For years, expressing a view on digital networks required wallets, exchanges, and operational complexity that limited participation to a narrow audience. That barrier is now starting to come down.
A newly listed ETP now delivers exposure to a public network built for enterprise use through a standard brokerage account. No wallets. No private keys. No new systems to learn.
That change matters because capital tends to follow simplicity.
When exposure becomes a ticker, participation broadens. Advisors can allocate. Institutions can size positions. Portfolios can rebalance without rebuilding workflows.
The structure itself is deliberately straightforward. The Trust holds the underlying asset directly and publishes holdings transparently. There is no staking, lending, or leverage layered on top.

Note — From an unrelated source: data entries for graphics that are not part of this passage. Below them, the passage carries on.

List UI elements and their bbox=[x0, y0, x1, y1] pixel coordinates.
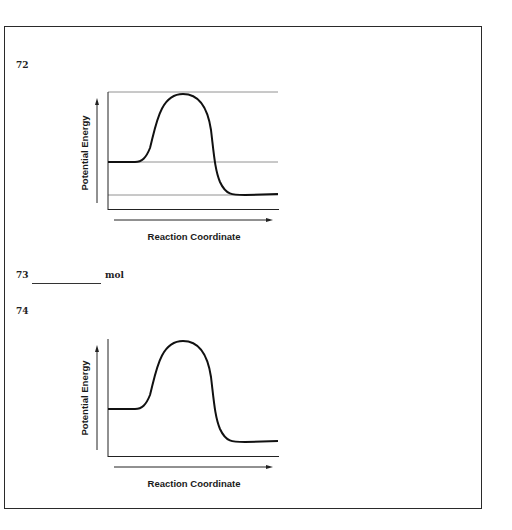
energy-diagram-72: Potential Energy Reaction Coordinate bbox=[79, 92, 279, 242]
energy-curve bbox=[108, 341, 278, 442]
arrow-up-icon bbox=[95, 345, 99, 352]
y-axis-label: Potential Energy bbox=[79, 115, 90, 191]
energy-diagram-74: Potential Energy Reaction Coordinate bbox=[79, 339, 279, 489]
energy-curve bbox=[108, 94, 278, 195]
arrow-up-icon bbox=[95, 98, 99, 105]
arrow-right-icon bbox=[266, 218, 273, 222]
x-axis-label: Reaction Coordinate bbox=[148, 478, 241, 489]
x-axis-label: Reaction Coordinate bbox=[148, 231, 241, 242]
y-axis-label: Potential Energy bbox=[79, 360, 90, 436]
arrow-right-icon bbox=[266, 465, 273, 469]
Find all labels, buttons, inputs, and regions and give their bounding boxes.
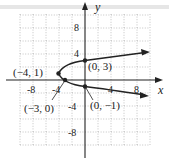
- y-tick-4: 4: [74, 48, 79, 59]
- x-tick-neg8: -8: [27, 84, 35, 95]
- y-tick-8: 8: [74, 22, 79, 33]
- label-vertex: (−4, 1): [13, 66, 43, 79]
- y-tick-neg8: -8: [68, 127, 76, 138]
- point-neg3-0: [63, 78, 67, 82]
- x-tick-4: 4: [108, 84, 113, 95]
- label-neg3-0: (−3, 0): [24, 102, 54, 115]
- axes: [6, 6, 158, 158]
- y-axis-label: y: [94, 0, 101, 14]
- x-axis-label: x: [157, 83, 164, 97]
- y-tick-neg4: -4: [68, 101, 76, 112]
- label-0-neg1: (0, −1): [90, 99, 120, 112]
- y-axis-arrow-icon: [82, 2, 88, 10]
- x-tick-neg4: -4: [52, 84, 60, 95]
- point-vertex: [56, 71, 60, 75]
- graph-canvas: x y -8 -4 4 8 8 4 -4 -8 (−4, 1) (0, 3) (…: [0, 0, 169, 158]
- point-0-3: [83, 58, 87, 62]
- upper-arrow-icon: [141, 49, 150, 56]
- point-0-neg1: [83, 84, 87, 88]
- parabola-curve-lower: [59, 74, 146, 96]
- label-0-3: (0, 3): [88, 60, 112, 73]
- x-tick-8: 8: [134, 84, 139, 95]
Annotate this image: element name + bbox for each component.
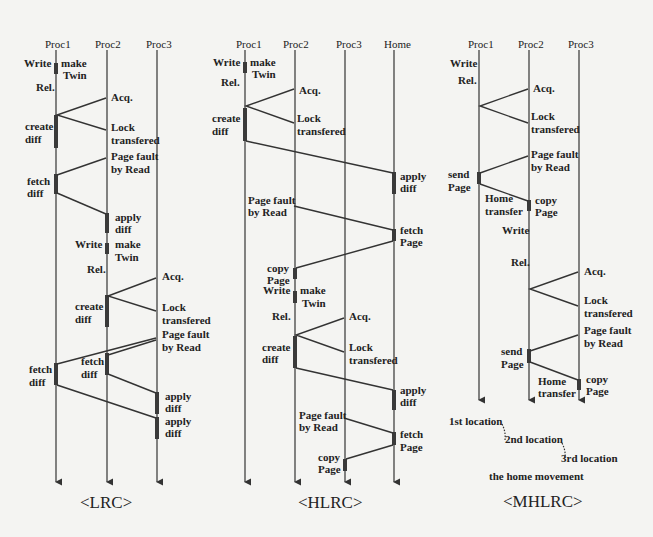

Governance and infrastructure were not afterthoughts in this design. The underlying network emphasizes fast settlement, predictable costs, and formal oversight. Those traits tend to matter more as markets mature beyond novelty.
Early disclosures show that the product is functioning as intended, trading cleanly and accumulating assets in a measured way. That does not imply direction. It confirms that the wrapper works.
Markets rarely announce these moments loudly.
They reveal them through structure.
To see how this ETF is designed and why access is changing, review the full investor report here.
Are there any other dividend stocks or ETFs you swear by? What other sectors of the market are you currently interested in? Hit "reply" to this email and let us know your thoughts!